There had been a time in her young life when Calvin Morrissey was the only person there for her.

Her mom was never very motherly or warm.

She spent more time focusing on her career than on her only daughter.

It was from Calvin she had learned what little she knew about the man who had fathered her. Jay Morrissey.

The two men had met in middle school and bonded over the fact that they shared a last name. That had turned into going to the same college and sharing a dorm room. Jay had spent more years with Calvin than he would with his daughter. Court had been three when he was killed in a car accident.

It was from Calvin that she learned her mom hadn’t wanted her from the beginning, but her dad had been in all in from that positive pregnancy test. That she had missed out on something special when she lost him.
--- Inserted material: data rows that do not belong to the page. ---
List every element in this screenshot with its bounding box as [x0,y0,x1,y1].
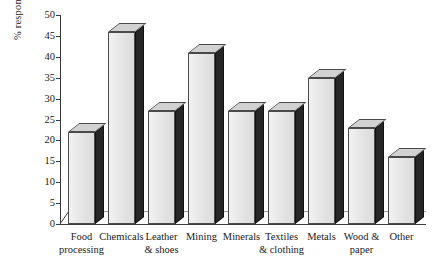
bar-front-face [148,111,175,224]
bar-front-face [308,78,335,224]
bar-front-face [268,111,295,224]
bar [388,157,415,224]
x-axis-label: Other [378,230,425,243]
y-tick-label: 50 [45,10,56,21]
y-tick-label: 10 [45,177,56,188]
bar-front-face [388,157,415,224]
bar-front-face [228,111,255,224]
x-axis-label-line: processing [58,243,105,256]
bar-front-face [108,32,135,224]
y-tick-label: 40 [45,52,56,63]
y-tick-label: 35 [45,72,56,83]
y-tick-label: 5 [50,198,55,209]
bars-layer [60,10,432,228]
y-tick-label: 0 [50,219,55,230]
y-tick-label: 15 [45,156,56,167]
y-tick-label: 30 [45,93,56,104]
y-axis-title-text: % responding "yes" [12,0,23,40]
bar-side-face [375,121,384,224]
bar [188,53,215,224]
x-axis-label-line: & shoes [138,243,185,256]
bar-side-face [95,125,104,224]
bar-side-face [295,104,304,224]
bar-front-face [188,53,215,224]
y-tick-label: 25 [45,114,56,125]
bar-side-face [335,71,344,224]
y-tick-label: 45 [45,31,56,42]
bar-front-face [348,128,375,224]
x-axis-label-line: Other [378,230,425,243]
bar [228,111,255,224]
bar [108,32,135,224]
bar-front-face [68,132,95,224]
bar [148,111,175,224]
x-axis-label-line: paper [338,243,385,256]
bar-side-face [255,104,264,224]
bar-side-face [415,150,424,224]
x-axis-category-labels: FoodprocessingChemicalsLeather& shoesMin… [60,230,438,268]
plot-area: 50454035302520151050 [60,10,432,228]
bar-side-face [135,25,144,224]
x-axis-label-line: & clothing [258,243,305,256]
bar-side-face [215,46,224,224]
y-tick-label: 20 [45,135,56,146]
bar [68,132,95,224]
bar [348,128,375,224]
bar [268,111,295,224]
bar-chart: % responding "yes" 50454035302520151050 … [0,0,439,268]
y-axis-title: % responding "yes" [12,0,23,40]
bar [308,78,335,224]
bar-side-face [175,104,184,224]
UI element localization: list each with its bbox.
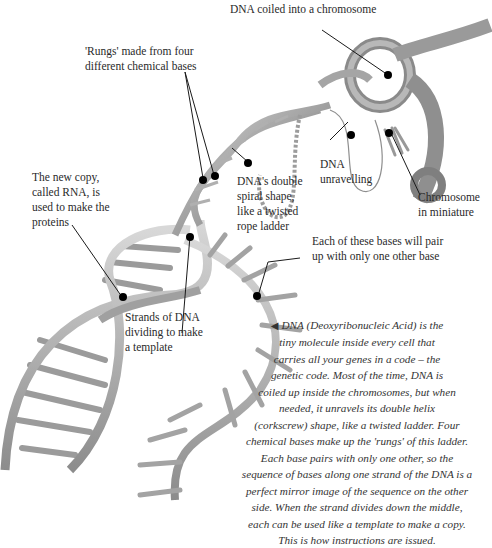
label-unravelling: DNA unravelling [320, 157, 372, 187]
label-base-pairs: Each of these bases will pair up with on… [312, 234, 443, 264]
label-strands-dividing: Strands of DNA dividing to make a templa… [125, 310, 203, 355]
pointer-arrow-icon: ◀ [271, 320, 279, 331]
caption-text: DNA (Deoxyribonucleic Acid) is the tiny … [242, 319, 472, 547]
label-chromosome-miniature: Chromosome in miniature [418, 190, 480, 220]
caption: ◀DNA (Deoxyribonucleic Acid) is the tiny… [222, 300, 492, 548]
label-double-spiral: DNA's double spiral shape, like a twiste… [237, 174, 303, 234]
label-rungs: 'Rungs' made from four different chemica… [85, 44, 197, 74]
label-rna-copy: The new copy, called RNA, is used to mak… [32, 170, 110, 230]
label-chromosome-coil: DNA coiled into a chromosome [230, 2, 376, 17]
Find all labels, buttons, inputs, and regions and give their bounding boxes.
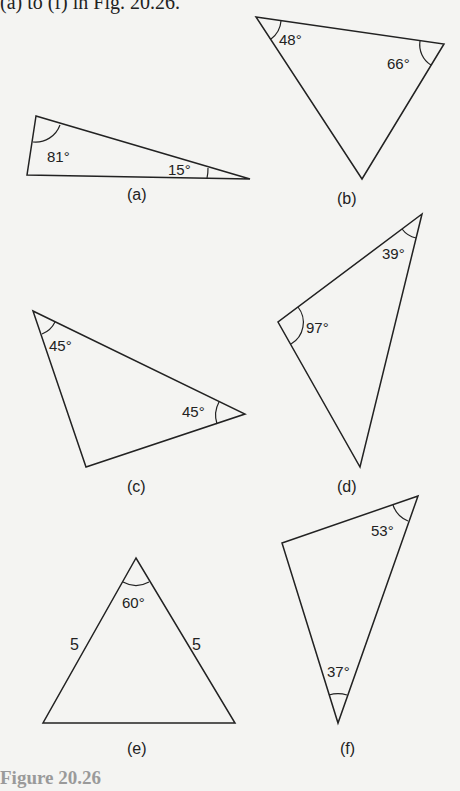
triangles-figure: 81° 15° (a) 48° 66° (b) 45° 45° (c) 39° … (0, 0, 460, 791)
angle-label-81: 81° (47, 148, 70, 165)
angle-arc-97 (291, 307, 303, 344)
sublabel-b: (b) (337, 190, 357, 207)
triangle-c: 45° 45° (33, 311, 245, 467)
angle-arc-81 (33, 125, 60, 142)
triangle-a: 81° 15° (a) (27, 116, 250, 203)
sublabel-f: (f) (340, 740, 355, 757)
sublabel-a: (a) (127, 186, 147, 203)
angle-arc-37 (329, 694, 347, 695)
triangle-d: 39° 97° (278, 214, 422, 467)
side-label-right: 5 (192, 636, 201, 653)
angle-label-39: 39° (382, 245, 405, 262)
triangle-c-shape (33, 311, 245, 467)
sublabel-e: (e) (127, 740, 147, 757)
angle-label-97: 97° (306, 319, 329, 336)
angle-arc-45-right (216, 402, 219, 424)
angle-label-37: 37° (327, 663, 350, 680)
triangle-f-shape (282, 496, 418, 723)
triangle-b: 48° 66° (b) (256, 17, 444, 207)
angle-arc-66 (420, 41, 431, 65)
angle-label-66: 66° (387, 55, 410, 72)
angle-label-45-right: 45° (182, 403, 205, 420)
triangle-f: 53° 37° (282, 496, 418, 723)
angle-label-48: 48° (279, 31, 302, 48)
angle-arc-60 (123, 582, 149, 585)
figure-caption: Figure 20.26 (0, 767, 101, 789)
angle-arc-45-top (42, 322, 55, 334)
angle-arc-39 (402, 229, 416, 238)
angle-label-45-top: 45° (49, 337, 72, 354)
sublabel-d: (d) (337, 478, 357, 495)
angle-label-60: 60° (122, 594, 145, 611)
angle-label-53: 53° (371, 522, 394, 539)
angle-arc-15 (207, 168, 208, 178)
triangle-e: 60° 5 5 (43, 558, 235, 723)
side-label-left: 5 (70, 636, 79, 653)
sublabel-c: (c) (127, 478, 146, 495)
angle-arc-53 (393, 505, 408, 521)
angle-label-15: 15° (168, 161, 191, 178)
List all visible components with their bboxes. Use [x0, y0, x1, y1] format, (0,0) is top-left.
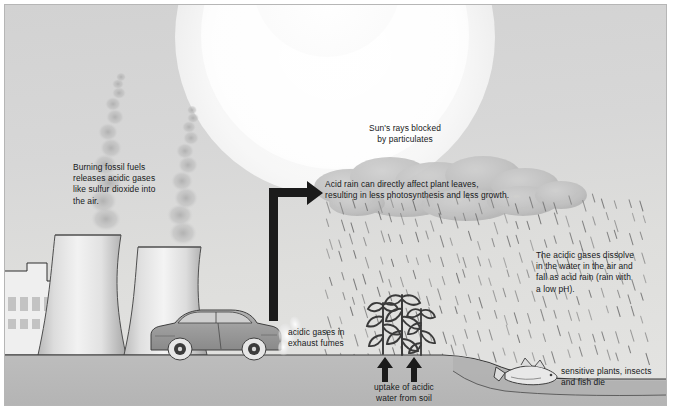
label-gases-dissolve: The acidic gases dissolve in the water i…: [536, 250, 666, 295]
plant: [407, 309, 435, 355]
label-burning-fossil-fuels: Burning fossil fuels releases acidic gas…: [73, 162, 233, 207]
diagram-root: Burning fossil fuels releases acidic gas…: [0, 0, 673, 412]
label-acid-rain-leaves: Acid rain can directly affect plant leav…: [325, 179, 595, 201]
label-suns-rays-blocked: Sun's rays blocked by particulates: [325, 123, 485, 145]
smoke-plume-left: [89, 73, 126, 232]
label-uptake-of-acidic-water: uptake of acidic water from soil: [344, 382, 464, 404]
cooling-tower-left: [38, 235, 126, 355]
flow-arrow: [269, 181, 323, 321]
label-exhaust-fumes: acidic gases in exhaust fumes: [288, 327, 398, 349]
label-sensitive-plants-die: sensitive plants, insects and fish die: [561, 366, 667, 388]
diagram-frame: Burning fossil fuels releases acidic gas…: [4, 4, 667, 406]
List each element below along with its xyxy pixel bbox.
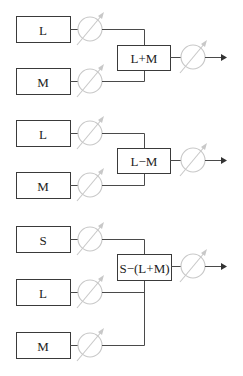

A loving parent.

But for years she hadn’t seen it as losing much, because she still had Calvin. Then he was gone to be with his new family just when she needed him the most.

“But you said you would? You told him you’d be there. You gave your word, you can’t not go now. That would be dishonest.” Ellis stated in confusion, because for some reason she didn’t see the lies. Even if she worked with liars all the time. It always shocked her when someone lied to her face.

“No, I was just told about the weekend, and he assumed I’d actually want to go.

Which means I didn’t commit to anything.

Thus I don’t have to go,” she said, and once again wished she had been ballsy enough to actually just say no.

Instead, she had been stunned to be on the phone with him at all.

That her mother had given him a number for her that she didn’t even know the woman had.

She had listened to him excitedly tell her the details of the coming weekend. Details she had no interest in. Details she barely remembered a few hours later.

“Court, you have to go,” Rebel pleaded with her, since she had bought Ellis’s argument hook, line and sinker.

“No, I’m going to skip it.” Court argued, she didn’t need to say no since she hadn’t said yes either. Calvin hadn’t actually given her time to answer. He just hung up after telling her about the weekend.

“Let’s look at this in a different way for a moment.” Ellis pushed her sister a little away from her with her excitement. She had convinced one at the table. Now it was time to focus on Court, it seemed. “How many people will be there?”

“No idea.” Court admitted, it always seemed like too many when half were teenagers. She couldn’t imagine any of them as adults.